Microfacies analysis of deep-water breccia clasts: a tool for interpreting shallow- vs. deep-ramp Paleogene sedimentation in Cephalonia and Zakynthos (Ionian Islands, Greece)

2014 
The tectono-sedimentary evolution of the western Pre-Apulian zone of the Hellenides is investigated through comparison of the microfacies of clasts from breccia beds within gravity-flow successions of Zakynthos with those of the carbonate ramp of the westernmost part of Cephalonia. After the demise of a Late Cretaceous rimmed platform, the Paleogene successions of the Ionian Islands represent different facies patterns of a carbonate ramp. In western Cephalonia (Lixouri peninsula), different successions suggest the existence of five juxtaposed tectono-sedimentary sectors, remnants of a larger carbonate ramp. In Zakynthos, six distinct sectors with different toe of slope-proximal basin stratigraphic successions were recognized, all affected by a Paleocene-Lower Eocene hiatus, which can be grouped into two tectono-sedimentary units. Through the analysis of successions of the Lixouri peninsula and breccia clasts from Zakynthos, 24 age-constrained and spatially related Upper Cretaceous–Oligocene microfacies types were recognized, illustrating a variety of sedimentary environments. These microfacies were allocated to five different stages in the evolution of a tectono-sedimentary model from down-faulting, through backstepping, uplift and dismantling, to fault-controlled subsidence and finally complete drowning. Various microfacies of the clasts can be correlated to the stratigraphic record of the Lixouri peninsula, whereas others are absent there. Thus an inferred adjacent source terrain, now tectonically obliterated, was likely located west of the present-day Ionian Islands.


■ Assignment: The records follow. Count the lines holding "marker" and give only the number.
────────
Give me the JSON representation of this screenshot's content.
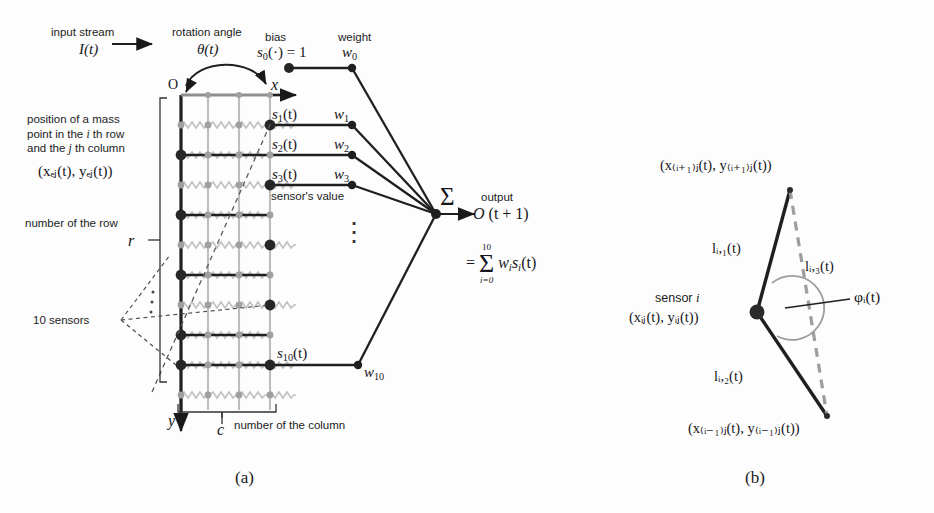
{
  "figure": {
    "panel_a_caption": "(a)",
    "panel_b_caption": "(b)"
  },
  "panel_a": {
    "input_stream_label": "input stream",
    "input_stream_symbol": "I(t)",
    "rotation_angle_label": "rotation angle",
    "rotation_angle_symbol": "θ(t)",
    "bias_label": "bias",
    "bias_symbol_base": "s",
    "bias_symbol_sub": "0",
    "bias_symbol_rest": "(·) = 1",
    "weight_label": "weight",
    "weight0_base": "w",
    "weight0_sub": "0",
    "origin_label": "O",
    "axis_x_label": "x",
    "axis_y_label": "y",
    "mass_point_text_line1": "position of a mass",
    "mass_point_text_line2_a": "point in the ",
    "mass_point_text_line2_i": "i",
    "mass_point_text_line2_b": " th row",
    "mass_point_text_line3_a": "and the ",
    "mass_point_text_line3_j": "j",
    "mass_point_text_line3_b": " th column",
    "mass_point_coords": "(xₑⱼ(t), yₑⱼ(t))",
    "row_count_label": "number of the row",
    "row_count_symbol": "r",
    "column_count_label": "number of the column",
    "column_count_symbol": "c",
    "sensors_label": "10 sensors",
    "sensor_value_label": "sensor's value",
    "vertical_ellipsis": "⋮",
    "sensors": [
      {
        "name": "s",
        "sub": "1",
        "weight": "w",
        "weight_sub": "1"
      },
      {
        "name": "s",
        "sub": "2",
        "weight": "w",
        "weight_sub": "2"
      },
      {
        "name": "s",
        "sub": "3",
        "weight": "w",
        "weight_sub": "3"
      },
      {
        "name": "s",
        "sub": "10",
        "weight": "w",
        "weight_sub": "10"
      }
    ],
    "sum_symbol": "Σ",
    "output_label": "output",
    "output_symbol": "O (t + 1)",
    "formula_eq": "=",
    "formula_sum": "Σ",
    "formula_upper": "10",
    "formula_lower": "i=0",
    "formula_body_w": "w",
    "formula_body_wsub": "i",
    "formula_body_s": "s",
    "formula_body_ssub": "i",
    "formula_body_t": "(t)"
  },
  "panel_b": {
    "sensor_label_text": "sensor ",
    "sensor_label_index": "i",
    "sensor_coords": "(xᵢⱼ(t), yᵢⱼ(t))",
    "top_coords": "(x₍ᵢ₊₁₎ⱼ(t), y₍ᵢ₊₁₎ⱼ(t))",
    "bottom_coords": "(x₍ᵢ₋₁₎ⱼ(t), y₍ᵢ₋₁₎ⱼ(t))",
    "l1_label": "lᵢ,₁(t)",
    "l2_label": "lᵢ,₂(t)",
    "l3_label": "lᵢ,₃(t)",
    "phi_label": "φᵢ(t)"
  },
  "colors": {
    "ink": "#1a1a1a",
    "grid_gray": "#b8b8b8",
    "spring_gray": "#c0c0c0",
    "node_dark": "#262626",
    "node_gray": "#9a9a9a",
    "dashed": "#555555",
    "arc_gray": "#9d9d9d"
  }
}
────────
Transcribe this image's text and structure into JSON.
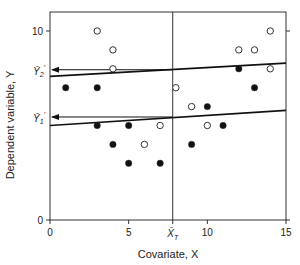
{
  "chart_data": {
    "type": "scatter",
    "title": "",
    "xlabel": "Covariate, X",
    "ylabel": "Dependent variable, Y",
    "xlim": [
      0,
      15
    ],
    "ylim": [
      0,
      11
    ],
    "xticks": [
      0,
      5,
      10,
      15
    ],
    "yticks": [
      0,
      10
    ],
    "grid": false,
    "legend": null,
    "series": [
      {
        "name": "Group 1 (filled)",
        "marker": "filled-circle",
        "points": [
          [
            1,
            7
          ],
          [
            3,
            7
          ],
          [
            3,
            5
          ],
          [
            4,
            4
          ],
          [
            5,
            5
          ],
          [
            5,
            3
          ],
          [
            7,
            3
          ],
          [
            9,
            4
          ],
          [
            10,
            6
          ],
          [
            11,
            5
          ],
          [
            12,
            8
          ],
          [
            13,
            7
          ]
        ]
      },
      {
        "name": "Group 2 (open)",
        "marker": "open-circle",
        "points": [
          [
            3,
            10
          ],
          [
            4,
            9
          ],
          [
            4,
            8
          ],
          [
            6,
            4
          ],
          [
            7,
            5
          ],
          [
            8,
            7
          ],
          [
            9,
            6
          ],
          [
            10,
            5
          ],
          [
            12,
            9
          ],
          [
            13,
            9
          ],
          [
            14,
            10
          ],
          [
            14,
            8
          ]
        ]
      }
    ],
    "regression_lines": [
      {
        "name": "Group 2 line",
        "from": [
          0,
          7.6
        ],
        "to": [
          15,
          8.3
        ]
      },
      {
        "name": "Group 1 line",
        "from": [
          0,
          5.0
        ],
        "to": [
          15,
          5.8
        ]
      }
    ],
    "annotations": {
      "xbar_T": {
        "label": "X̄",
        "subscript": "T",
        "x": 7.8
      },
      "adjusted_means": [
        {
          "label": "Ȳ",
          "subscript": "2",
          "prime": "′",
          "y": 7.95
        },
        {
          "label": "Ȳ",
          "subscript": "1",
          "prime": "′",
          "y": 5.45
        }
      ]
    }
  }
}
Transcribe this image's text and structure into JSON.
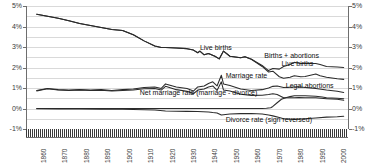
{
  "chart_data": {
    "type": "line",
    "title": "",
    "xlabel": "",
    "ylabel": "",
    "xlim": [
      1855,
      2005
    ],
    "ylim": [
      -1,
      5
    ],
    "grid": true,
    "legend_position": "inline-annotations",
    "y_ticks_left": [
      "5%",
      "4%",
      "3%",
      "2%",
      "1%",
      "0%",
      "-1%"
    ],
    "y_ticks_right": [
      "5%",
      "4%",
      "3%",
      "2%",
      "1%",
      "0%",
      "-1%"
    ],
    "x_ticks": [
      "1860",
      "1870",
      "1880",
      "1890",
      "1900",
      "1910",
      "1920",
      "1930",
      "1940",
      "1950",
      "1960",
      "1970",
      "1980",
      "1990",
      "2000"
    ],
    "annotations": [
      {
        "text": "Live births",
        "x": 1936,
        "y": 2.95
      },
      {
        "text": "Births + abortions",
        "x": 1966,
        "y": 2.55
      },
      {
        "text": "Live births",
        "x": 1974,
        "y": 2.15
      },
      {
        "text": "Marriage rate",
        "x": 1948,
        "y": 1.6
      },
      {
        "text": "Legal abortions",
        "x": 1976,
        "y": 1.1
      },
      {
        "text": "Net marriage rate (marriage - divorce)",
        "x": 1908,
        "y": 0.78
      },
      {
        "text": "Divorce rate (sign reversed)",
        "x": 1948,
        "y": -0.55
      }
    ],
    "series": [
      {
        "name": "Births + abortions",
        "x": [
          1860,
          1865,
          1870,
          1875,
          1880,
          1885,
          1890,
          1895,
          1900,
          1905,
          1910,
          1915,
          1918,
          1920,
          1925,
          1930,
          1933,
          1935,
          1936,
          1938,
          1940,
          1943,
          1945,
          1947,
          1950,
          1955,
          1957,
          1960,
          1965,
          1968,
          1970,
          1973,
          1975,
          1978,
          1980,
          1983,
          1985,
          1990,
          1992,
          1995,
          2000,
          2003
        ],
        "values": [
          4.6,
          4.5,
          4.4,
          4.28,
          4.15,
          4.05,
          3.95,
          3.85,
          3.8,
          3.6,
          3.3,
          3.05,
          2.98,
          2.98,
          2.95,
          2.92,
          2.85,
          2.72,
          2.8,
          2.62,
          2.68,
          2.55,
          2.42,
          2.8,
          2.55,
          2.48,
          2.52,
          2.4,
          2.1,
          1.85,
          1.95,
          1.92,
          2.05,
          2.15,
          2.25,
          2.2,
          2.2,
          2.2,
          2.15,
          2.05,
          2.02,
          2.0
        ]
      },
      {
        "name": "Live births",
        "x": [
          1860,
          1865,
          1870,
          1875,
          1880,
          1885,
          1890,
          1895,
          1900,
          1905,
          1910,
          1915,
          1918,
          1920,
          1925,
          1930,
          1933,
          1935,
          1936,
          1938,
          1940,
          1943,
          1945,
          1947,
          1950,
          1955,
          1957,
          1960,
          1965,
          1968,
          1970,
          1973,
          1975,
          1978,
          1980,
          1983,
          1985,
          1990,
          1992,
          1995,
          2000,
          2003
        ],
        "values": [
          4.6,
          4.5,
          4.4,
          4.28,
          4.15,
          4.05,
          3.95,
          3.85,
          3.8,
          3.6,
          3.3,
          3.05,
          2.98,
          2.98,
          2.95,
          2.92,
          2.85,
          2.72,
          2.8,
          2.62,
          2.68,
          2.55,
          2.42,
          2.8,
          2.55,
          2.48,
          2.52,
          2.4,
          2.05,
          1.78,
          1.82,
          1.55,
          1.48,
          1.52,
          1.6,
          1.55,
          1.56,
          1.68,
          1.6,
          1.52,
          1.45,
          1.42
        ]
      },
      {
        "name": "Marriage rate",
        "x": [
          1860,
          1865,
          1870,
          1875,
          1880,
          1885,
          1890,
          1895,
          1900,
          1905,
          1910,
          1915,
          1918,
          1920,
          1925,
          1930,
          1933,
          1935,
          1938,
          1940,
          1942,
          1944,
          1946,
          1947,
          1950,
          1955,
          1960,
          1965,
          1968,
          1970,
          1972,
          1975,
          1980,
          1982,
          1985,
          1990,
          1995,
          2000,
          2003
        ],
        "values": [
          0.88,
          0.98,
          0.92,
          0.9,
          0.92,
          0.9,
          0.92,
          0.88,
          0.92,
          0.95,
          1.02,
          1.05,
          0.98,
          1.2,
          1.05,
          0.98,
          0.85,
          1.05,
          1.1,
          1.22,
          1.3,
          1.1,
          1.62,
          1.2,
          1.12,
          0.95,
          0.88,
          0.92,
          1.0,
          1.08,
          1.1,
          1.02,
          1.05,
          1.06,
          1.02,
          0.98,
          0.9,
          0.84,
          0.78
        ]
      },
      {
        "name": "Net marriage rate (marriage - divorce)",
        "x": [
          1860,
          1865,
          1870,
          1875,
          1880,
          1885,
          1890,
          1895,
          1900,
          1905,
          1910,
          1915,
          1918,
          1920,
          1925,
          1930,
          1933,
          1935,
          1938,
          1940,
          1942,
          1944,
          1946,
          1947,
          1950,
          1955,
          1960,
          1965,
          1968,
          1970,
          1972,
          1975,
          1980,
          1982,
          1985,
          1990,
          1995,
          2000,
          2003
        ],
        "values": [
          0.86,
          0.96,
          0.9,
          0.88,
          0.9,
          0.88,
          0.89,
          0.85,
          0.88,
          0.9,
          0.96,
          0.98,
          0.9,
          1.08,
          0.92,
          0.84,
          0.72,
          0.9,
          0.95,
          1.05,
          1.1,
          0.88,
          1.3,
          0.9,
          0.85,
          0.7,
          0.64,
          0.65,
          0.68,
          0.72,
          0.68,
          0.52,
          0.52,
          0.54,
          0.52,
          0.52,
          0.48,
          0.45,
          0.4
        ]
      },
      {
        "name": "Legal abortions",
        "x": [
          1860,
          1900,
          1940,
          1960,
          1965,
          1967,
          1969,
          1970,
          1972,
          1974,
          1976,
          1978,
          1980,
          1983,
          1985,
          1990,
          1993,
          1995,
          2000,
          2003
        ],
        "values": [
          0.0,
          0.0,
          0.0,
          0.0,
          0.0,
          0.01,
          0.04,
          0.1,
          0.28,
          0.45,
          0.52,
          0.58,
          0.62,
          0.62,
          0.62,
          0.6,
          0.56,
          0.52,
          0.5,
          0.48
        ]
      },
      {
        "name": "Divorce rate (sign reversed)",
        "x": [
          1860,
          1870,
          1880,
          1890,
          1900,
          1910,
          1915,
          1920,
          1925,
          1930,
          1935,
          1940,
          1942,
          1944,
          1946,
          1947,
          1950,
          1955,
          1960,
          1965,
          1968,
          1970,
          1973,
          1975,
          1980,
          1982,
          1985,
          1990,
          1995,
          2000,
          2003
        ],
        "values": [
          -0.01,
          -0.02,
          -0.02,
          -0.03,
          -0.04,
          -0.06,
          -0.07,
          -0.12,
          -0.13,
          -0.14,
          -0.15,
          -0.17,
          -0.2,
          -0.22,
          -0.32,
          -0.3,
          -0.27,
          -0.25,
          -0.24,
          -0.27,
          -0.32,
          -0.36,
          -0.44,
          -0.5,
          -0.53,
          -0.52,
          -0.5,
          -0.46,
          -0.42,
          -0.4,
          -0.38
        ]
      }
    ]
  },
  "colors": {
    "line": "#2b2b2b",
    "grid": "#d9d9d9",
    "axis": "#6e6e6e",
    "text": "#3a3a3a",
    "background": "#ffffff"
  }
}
────────
■ Response area: 2